#### [PROBLEM TO WORK ON]
Would you return, word for word, the lines of the data below from the line with "You are a GUI" through the line with "Task: Click on the thread-advanced: 高级", and no others?
··· RECORDS FOR THIS TASK ···
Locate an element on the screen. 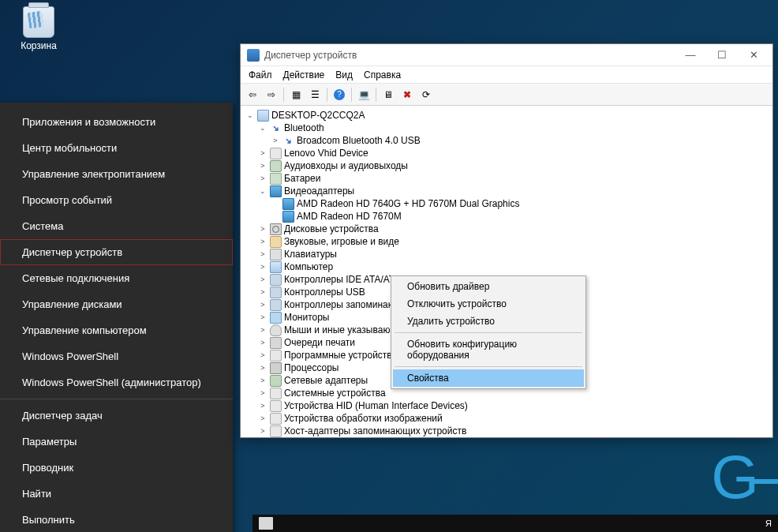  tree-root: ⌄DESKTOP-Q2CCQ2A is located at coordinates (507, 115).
···
··· RECORDS FOR THIS TASK ···
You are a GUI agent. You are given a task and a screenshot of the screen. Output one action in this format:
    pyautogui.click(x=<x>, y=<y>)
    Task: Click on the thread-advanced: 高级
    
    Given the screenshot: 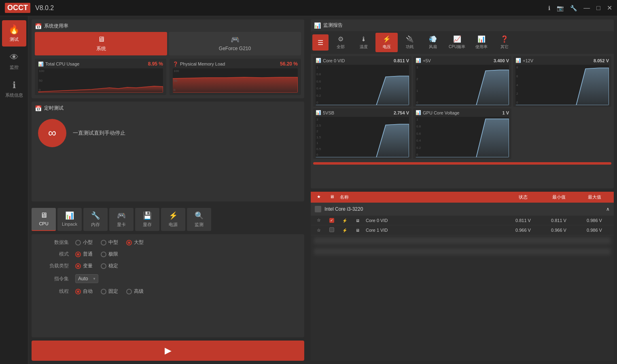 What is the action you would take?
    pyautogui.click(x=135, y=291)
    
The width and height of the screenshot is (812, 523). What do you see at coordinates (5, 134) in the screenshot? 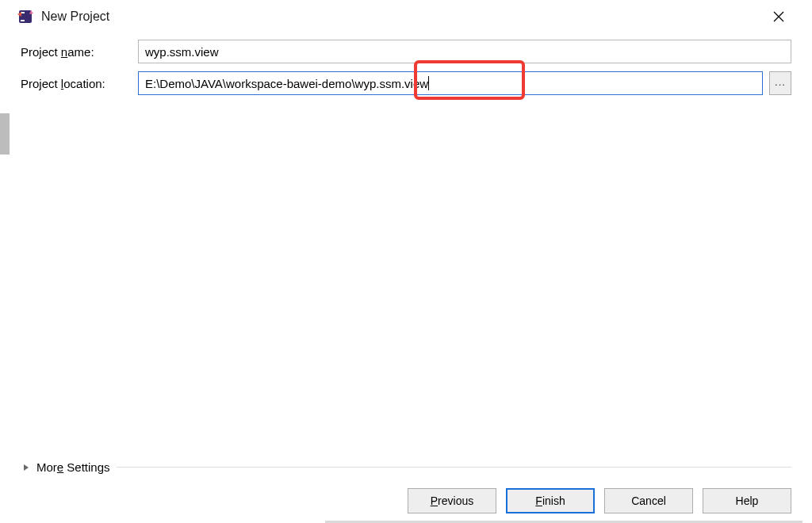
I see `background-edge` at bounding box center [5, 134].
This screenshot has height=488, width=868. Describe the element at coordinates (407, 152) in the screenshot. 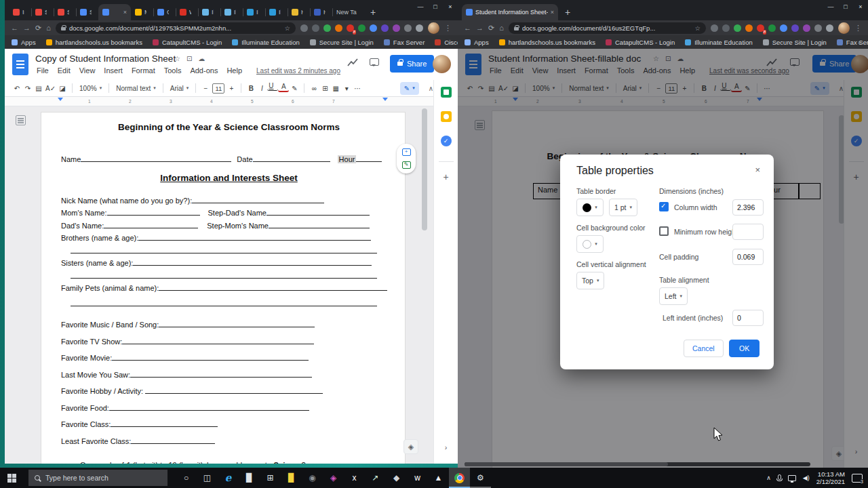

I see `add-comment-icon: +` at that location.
···
#### [EXPECTED ANSWER]
You are a GUI agent. You are given a task and a screenshot of the screen. Output one action in this format:
    pyautogui.click(x=<x>, y=<y>)
    Task: Click on the thread-advanced: 高级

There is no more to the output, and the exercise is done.